Protesters converge outside White House as Obama meets Israeli PM Protesters hold banners outside the White House in Washington D.C., capi...
Protesters converge outside White House as Obama meets Israeli PM
Protesters hold banners outside the White House in Washington D.C., capital of the United States, March 5, 2012. As U.S. President Barack Obama met with visiting Israeli Prime Minister Benjamin Netanyahu in Washington Monday, over 100 protesters converged at a park in front the White House, urging the United States not to support a potential Israeli military strike against Iran's nuclear facilities. (Xinhua/Wang Yiou)
Protesters hold banners outside the White House in Washington D.C., capital of the United States, March 5, 2012. As U.S. President Barack Obama met with visiting Israeli Prime Minister Benjamin Netanyahu in Washington Monday, over 100 protesters converged at a park in front the White House, urging the United States not to support a potential Israeli military strike against Iran's nuclear facilities. (Xinhua/Wang Yiou)
Protesters demonstrate Jewish settlements and a checkpoint outside the White House in Washington D.C., capital of the United States, March 5, 2012. As U.S. President Barack Obama met with visiting Israeli Prime Minister Benjamin Netanyahu in Washington Monday, over 100 protesters converged at a park in front the White House, urging the United States not to support a potential Israeli military strike against Iran's nuclear facilities. (Xinhua/Wang Yiou)
Protesters hold banners outside the White House in Washington D.C., capital of the United States, March 5, 2012. As U.S. President Barack Obama met with visiting Israeli Prime Minister Benjamin Netanyahu in Washington Monday, over 100 protesters converged at a park in front the White House, urging the United States not to support a potential Israeli military strike against Iran's nuclear facilities. (Xinhua/Wang Yiou)
WASHINGTON, March 5 (Xinhua) -- As U.S. President Barack Obama met with visiting Israeli Prime Minister Benjamin Netanyahu in Washington Monday, over 100 protesters converged at a park in front the White House, urging the United States not to support a potential Israeli military strike against Iran's nuclear facilities.
The protests started at around noon, as Obama and Netanyahu finished their morning session of talks and headed to a working lunch. The protesters carried signs that read "Peace with Iran" and shouted slogans such as "U.S. out of the Middle East" in unison, opposing a potential Israeli military strike on Iran, which Israel believes is developing nuclear weapons.

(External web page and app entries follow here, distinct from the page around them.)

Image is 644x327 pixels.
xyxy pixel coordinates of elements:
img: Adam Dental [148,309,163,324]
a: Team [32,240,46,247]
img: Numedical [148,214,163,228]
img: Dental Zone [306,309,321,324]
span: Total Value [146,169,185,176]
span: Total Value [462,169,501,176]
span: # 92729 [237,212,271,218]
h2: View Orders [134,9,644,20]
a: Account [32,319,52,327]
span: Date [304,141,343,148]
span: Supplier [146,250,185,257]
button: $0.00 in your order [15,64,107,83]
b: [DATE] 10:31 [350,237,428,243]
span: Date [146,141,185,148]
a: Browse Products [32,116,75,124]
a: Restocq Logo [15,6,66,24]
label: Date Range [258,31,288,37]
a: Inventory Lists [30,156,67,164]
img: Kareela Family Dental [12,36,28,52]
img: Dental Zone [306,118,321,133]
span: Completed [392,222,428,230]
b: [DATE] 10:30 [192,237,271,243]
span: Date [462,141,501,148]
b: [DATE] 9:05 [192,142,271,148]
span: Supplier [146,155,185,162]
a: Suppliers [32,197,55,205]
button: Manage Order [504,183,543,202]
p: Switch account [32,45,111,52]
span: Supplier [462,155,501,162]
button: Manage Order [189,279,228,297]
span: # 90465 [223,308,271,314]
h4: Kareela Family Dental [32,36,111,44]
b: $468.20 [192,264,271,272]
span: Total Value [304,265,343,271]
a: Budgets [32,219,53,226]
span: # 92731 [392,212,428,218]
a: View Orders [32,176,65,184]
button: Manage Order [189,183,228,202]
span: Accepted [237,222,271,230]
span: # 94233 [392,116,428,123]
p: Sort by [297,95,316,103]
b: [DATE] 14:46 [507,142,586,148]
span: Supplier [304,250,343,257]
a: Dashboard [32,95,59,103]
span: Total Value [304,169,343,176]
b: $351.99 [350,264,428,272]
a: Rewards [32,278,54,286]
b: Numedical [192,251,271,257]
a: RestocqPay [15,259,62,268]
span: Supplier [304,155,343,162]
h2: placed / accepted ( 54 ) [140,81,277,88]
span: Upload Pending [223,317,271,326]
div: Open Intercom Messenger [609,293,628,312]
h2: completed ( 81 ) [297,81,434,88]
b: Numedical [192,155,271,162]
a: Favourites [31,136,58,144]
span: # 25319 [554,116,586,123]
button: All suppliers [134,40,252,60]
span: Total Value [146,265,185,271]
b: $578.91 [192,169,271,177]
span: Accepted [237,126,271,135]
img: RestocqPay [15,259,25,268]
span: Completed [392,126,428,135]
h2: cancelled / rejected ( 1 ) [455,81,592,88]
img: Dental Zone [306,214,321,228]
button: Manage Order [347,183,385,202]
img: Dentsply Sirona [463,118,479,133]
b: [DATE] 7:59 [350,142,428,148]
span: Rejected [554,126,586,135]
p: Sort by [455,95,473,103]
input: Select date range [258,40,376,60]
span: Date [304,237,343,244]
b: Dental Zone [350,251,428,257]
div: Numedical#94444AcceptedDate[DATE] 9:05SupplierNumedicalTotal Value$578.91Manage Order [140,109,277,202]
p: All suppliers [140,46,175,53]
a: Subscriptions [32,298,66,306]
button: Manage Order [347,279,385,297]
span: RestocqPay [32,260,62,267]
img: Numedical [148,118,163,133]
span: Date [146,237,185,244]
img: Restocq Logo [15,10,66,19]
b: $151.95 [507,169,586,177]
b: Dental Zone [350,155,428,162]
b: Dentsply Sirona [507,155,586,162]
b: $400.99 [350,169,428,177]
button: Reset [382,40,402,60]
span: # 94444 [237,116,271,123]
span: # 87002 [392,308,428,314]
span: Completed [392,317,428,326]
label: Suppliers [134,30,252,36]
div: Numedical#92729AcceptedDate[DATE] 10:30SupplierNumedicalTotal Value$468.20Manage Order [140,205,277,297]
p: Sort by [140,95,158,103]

The protesters carried giant letters spelt out as "NO WAR ON IRAN." They also erected Obama and Netanyahu puppets, mock checkpoints and Jewish settlements made out of cardboards. The police at the scene kept pushing the protesters further away from the White House.
Members of the Jewish community also participated in the protest. Rabbi Yisroel Dovid Weiss of the Neturei Karta International, an anti-Zionism orthodox Jewish organization, told Xinhua that a military strike on Iran is "abhorrent," and called for people of all faiths in the Middle East to live in peace.
At a press briefing prior to the protest, National Iranian American Council representative Jamal Adbi said the United States hasn't exhausted the diplomatic efforts to the nuclear issue, noting for the past three years, the Obama administration had discussions with the Iranian government for only 45 minutes.
Medea Benjamin, co-founder of anti-war group Code Pink, said she believes war with Iran would be disastrous for the people of the United States, Iran as well as Israel, pleading Obama to " listen to the cries of American people to live in peace with the people of Iran," as well as other peoples of the world. Benjamin said as a Jewish American, her "Pink Line" on the Iran issue is that "we do not believe war is the answer," and will do everything in her power to stop another war from happening.
Iran tops the agenda of Netanyahu's visit. Israeli officials have been clamoring for a preemptive strike on Iran's nuclear facilities before the country obtains the ability to make nuclear bombs. Netanyahu is also scheduled to speak in the evening at the American Israel Public Affairs Committee (AIPAC), a powerful pro- Israel lobby.
Ari Briggs, an Israeli who traveled to the United States to attend the AIPAC annual political conference, carried an Israeli flag to the White House as he saw the anti-war protests. Briggs, director of the international department of Regavim, an organization that promotes the Zionist agenda, said that it would be "a disaster" to let Iran obtain a nuclear weapon, and he believes Obama should, with Netanyahu standing beside him, set the red lines, and say that "if Iran crosses these red lines, America will make sure to destroy its nuclear program." Otherwise, "Israel has to protect it self," said Briggs.
Briggs was not alone. Several pro-Israel protesters were also present and one even carried a sign that says "Bomb Iran."